American Airlines Alliance Maintenance Base Sets $400 Million Goal By End of 2008

May 12, 2006
A team of management and Transport Workers Union (TWU) Local 567 employees at the American Airlines Alliance Maintenance Base, including the engine repair facility TAESL, has set a "breakthrough goal" to obtain $400 million in value creation for the airline by the end of 2008.

FORT WORTH , Texas, May 11 /PRNewswire-FirstCall/ -- A team of management and Transport Workers Union (TWU) Local 567 employees at the American Airlines Alliance Maintenance Base, including the engine repair facility TAESL, has set a "breakthrough goal" to obtain $400 million in value creation for the airline by the end of 2008.

About 120 union members and managers, led by David Campbell , VicePresident of AFW, and Gary Peterson , President of TWU Local 567, met for two days in an off-site meeting, dubbed the Visioning Conference, to set the goal, which is to create a partnership to empower all employees to make Alliance a world class maintenance facility.

The Alliance base employs about 2,000 people, including about 1,400 TWU aircraft and facility mechanics, crew chiefs, stock clerks and inspectors, and overhauls American's widebody fleets of Boeing 767s and Boeing 777s. TAESL, a joint venture between American Airlines and Rolls-Royce, is the North American overhaul facility for the RB211 and Trent engines.

"A breakthrough goal is critical to the future of AFW and to the people who work here," Campbell said. "Focusing on a breakthrough goal will challenge our thinking -- because it isn't possible using our current methods and practices. A breakthrough goal has the ability to disrupt our patterns and knock us out of the box. But, if we believe it is possible, that gives us the ability to reinvent the way we do our work."

Peterson said, "The opportunity for success at AFW is based on what we choose to do. We each have to take responsibility for developing solutions instead of dwelling on problems. We need to focus on our future and not our past."

To realize this goal, work teams were formed to focus on revenue generation and third-party work, leadership, cultural change and morale,productive increases through process improvements, accountability and employee involvement.

Pat Stewart, Vice President - TAESL, said, "We have proven that we collectively can accomplish what we set out to do. The Continuous Improvement process involves mechanics and others designing their own work space and developing the processes to do their work more efficiently. Those are proven concepts here at TAESL and elsewhere in the maintenance organization."

Pete Sirucek, Managing Director - Aircraft Maintenance, AFW, said, "Wehave a great work force here at Alliance and I am confident that we can achieve our breakthrough goal. We have gotten very positive feedback from other airlines that have sent us their aircraft to overhaul and repair."

Current base initiatives that will help AFW reach the breakthrough goal include the development of High Performance Teams, the Continuous Improvement program, the Aircraft Maintenance Futures Team that identifies ways to maximize facility and manpower capacity in order to bring in more third-party work, the Joint Leadership Team and the Joint Communications Team.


The expected answer is a single number, namely how many lines in the data below hold the word "slice".

*** Record set ***

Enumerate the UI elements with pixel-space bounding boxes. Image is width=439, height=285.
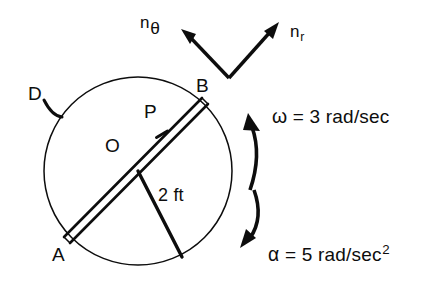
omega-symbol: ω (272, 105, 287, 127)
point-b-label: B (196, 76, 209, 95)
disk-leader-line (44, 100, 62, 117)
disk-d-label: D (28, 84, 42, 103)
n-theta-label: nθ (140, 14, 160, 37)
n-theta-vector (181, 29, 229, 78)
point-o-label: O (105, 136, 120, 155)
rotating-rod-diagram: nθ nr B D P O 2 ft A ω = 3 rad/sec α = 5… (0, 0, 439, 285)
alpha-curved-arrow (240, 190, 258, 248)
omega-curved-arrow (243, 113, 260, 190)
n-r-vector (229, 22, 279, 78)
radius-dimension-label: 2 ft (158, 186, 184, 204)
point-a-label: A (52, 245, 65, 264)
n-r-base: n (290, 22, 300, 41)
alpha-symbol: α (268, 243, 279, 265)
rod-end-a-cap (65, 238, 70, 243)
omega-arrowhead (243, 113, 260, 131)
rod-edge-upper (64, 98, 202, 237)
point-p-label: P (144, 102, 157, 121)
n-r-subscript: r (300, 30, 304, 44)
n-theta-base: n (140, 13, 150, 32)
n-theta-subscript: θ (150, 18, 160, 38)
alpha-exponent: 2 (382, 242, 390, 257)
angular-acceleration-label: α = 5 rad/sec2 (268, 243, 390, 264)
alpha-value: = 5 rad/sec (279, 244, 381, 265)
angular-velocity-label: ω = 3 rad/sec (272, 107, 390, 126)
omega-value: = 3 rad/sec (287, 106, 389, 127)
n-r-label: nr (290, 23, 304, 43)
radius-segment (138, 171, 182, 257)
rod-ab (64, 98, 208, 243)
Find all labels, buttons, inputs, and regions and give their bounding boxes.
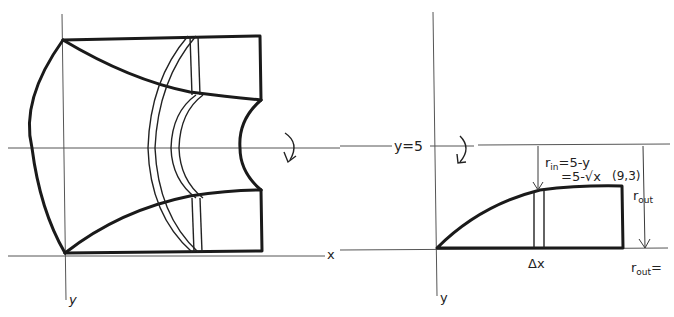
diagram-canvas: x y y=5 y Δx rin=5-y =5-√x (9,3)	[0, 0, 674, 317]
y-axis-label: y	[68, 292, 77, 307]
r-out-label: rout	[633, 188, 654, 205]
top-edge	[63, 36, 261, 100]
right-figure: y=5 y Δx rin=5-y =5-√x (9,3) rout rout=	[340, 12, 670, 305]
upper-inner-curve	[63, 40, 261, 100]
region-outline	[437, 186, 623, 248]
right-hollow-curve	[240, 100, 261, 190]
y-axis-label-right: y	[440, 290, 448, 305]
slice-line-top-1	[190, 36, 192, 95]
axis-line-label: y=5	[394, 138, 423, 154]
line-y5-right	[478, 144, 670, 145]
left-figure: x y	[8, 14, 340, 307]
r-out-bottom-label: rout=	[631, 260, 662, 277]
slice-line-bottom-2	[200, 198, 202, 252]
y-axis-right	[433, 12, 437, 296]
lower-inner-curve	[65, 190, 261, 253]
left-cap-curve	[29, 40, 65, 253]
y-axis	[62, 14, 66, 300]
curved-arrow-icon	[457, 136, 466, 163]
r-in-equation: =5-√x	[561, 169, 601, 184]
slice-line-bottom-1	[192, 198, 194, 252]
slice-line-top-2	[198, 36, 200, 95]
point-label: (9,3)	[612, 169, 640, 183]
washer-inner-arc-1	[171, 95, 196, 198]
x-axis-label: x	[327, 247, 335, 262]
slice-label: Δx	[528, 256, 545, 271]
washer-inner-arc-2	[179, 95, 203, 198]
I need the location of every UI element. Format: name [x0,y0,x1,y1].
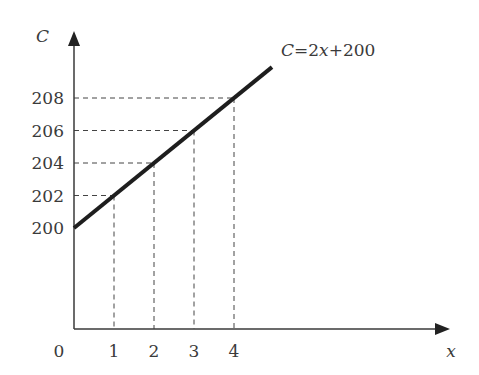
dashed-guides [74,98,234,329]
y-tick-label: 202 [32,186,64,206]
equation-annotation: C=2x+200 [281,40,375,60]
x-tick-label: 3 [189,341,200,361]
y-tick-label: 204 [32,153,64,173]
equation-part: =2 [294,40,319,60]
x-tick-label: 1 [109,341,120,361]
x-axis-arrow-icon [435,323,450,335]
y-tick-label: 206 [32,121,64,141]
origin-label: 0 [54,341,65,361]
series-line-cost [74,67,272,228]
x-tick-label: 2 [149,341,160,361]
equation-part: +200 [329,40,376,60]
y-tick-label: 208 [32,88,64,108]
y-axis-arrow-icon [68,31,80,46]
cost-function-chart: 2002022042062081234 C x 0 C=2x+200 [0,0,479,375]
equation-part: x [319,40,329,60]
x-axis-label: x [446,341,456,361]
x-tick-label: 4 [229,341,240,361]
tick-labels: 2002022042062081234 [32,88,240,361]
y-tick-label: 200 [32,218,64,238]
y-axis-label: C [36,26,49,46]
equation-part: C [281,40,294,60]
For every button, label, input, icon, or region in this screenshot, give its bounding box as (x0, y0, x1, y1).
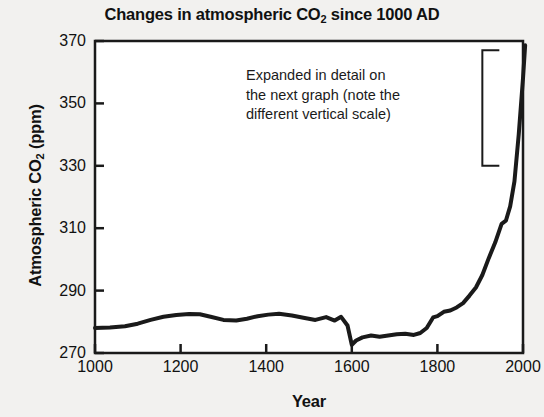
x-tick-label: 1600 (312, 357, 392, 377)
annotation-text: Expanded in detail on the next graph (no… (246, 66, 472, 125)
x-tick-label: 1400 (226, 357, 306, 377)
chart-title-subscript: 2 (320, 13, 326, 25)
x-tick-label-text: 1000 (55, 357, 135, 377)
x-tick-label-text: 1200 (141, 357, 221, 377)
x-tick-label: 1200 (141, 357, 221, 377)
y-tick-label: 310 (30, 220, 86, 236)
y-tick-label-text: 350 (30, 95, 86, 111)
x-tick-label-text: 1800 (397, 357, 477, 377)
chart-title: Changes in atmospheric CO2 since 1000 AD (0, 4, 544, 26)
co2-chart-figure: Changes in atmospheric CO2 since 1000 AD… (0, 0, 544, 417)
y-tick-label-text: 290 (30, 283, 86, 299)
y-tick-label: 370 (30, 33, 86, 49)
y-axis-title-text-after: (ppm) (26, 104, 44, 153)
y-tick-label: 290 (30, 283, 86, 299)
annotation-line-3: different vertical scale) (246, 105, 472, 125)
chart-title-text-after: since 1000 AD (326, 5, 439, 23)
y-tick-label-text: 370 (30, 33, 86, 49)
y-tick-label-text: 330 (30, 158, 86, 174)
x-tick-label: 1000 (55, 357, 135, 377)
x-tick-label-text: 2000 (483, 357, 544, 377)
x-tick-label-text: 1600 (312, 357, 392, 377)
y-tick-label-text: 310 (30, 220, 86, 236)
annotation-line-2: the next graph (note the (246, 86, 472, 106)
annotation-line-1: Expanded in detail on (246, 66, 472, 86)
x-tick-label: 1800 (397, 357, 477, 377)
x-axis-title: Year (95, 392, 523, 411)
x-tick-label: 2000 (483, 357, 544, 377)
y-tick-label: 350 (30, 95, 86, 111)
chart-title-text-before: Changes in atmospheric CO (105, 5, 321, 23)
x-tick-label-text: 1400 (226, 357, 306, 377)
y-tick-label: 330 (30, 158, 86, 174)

*** End of Record set ***

Answer to this exercise: 5